Page:The geography of Strabo (1854) Volume 1.djvu/524
The Axius is a turbid river, but as a spring of clearest water rises in Amydon, and mingles with the Axius, some have altered the line
“Axius, whose fairest water o’erspreads Æa,”
to
“Axius, o’er whom spreads Æa’s fairest water.”
For it is not the “fairest water” which is diffused over the spring, but the “fairest water” of the spring which is diffused over the Axius.[1] EPIT.
24. After the river Axius is the city Thessalonica, formerly called Therma. It was founded by Cassander, who called it after the name of his wife, a daughter of Philip Amyntas. He transferred to it the small surrounding cities, Chalastra, Ænea, Cissus, and some others. Probably from this Cissus came Iphidamas, mentioned in Homer, “whose grandfather Cisseus educated him,” he says, “in Thrace,” which is now called Macedonia. EPIT.
25. Somewhere in this neighbourhood is the mountain Bermius,[p 1] which was formerly in the possession of the Briges, a Thracian nation, some of whom passed over to Asia and were called by another name, Phrygians (Phryges). After Thessalonica follows the remaining part of the Thermæan Gulf,[p 2] extending to Canastræum.[p 3] This is a promontory of a peninsula form, and is opposite to Magnesia. Pallene is the name of the peninsula. It has an isthmus 5 stadia in width, with a ditch cut across it. There is a city on the peninsula, formerly
- ↑ Kramer quotes the following passage from Eustathius: “In the passage ἐπίκιδναται αἴῃ, or αἶαν, (for there are two readings,) some have understood αἶαν not to mean the earth, but a spring, as is evident from the words of the geographer, where he says that the Amydon of Homer was afterwards called Abydos, but was razed. For there is a spring of clearest water near Amydon, called Æa, running into the Axius, which is itself turbid, in consequence of the numerous rivers which flow into it. There is, therefore, he says, an error in the quotation, Ἀξίοῦ κάλλιστον ὕδωρ ἐπικίδναται αἴῃ, as it is clearly not the Axius which diffuses its water over the spring, but the contrary. The geographer rather intemperately finds fault with the supposition of αἶαν meaning the earth, and seems anxious to reject altogether this reading in the Homeric poem.”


▸ What the task asks
Even the shortest line counts, so transcribe all the data exactly.

[Opening Exercise material section]

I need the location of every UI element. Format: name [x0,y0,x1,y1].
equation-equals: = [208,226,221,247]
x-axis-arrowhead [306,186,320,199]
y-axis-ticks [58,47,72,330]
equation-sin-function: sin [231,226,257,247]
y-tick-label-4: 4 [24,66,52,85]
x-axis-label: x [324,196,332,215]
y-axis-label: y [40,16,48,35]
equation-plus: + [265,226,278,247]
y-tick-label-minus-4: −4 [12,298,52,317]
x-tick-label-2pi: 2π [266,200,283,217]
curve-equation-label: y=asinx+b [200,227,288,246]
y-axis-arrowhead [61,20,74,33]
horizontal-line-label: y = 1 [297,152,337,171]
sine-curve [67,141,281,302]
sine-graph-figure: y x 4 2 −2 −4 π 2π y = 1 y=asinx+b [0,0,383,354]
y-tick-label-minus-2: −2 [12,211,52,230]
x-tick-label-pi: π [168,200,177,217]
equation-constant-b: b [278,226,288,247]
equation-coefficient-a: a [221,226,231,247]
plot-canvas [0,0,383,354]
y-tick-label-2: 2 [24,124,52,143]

[Closing Exercise material section]

▸ Solution
I need the location of every UI element. Format: name [x0,y0,x1,y1].
equation-equals: = [208,226,221,247]
x-axis-arrowhead [306,186,320,199]
y-axis-ticks [58,47,72,330]
equation-sin-function: sin [231,226,257,247]
y-tick-label-4: 4 [24,66,52,85]
x-axis-label: x [324,196,332,215]
y-axis-label: y [40,16,48,35]
equation-plus: + [265,226,278,247]
y-tick-label-minus-4: −4 [12,298,52,317]
x-tick-label-2pi: 2π [266,200,283,217]
curve-equation-label: y=asinx+b [200,227,288,246]
y-axis-arrowhead [61,20,74,33]
horizontal-line-label: y = 1 [297,152,337,171]
sine-curve [67,141,281,302]
sine-graph-figure: y x 4 2 −2 −4 π 2π y = 1 y=asinx+b [0,0,383,354]
y-tick-label-minus-2: −2 [12,211,52,230]
x-tick-label-pi: π [168,200,177,217]
equation-constant-b: b [278,226,288,247]
equation-coefficient-a: a [221,226,231,247]
plot-canvas [0,0,383,354]
y-tick-label-2: 2 [24,124,52,143]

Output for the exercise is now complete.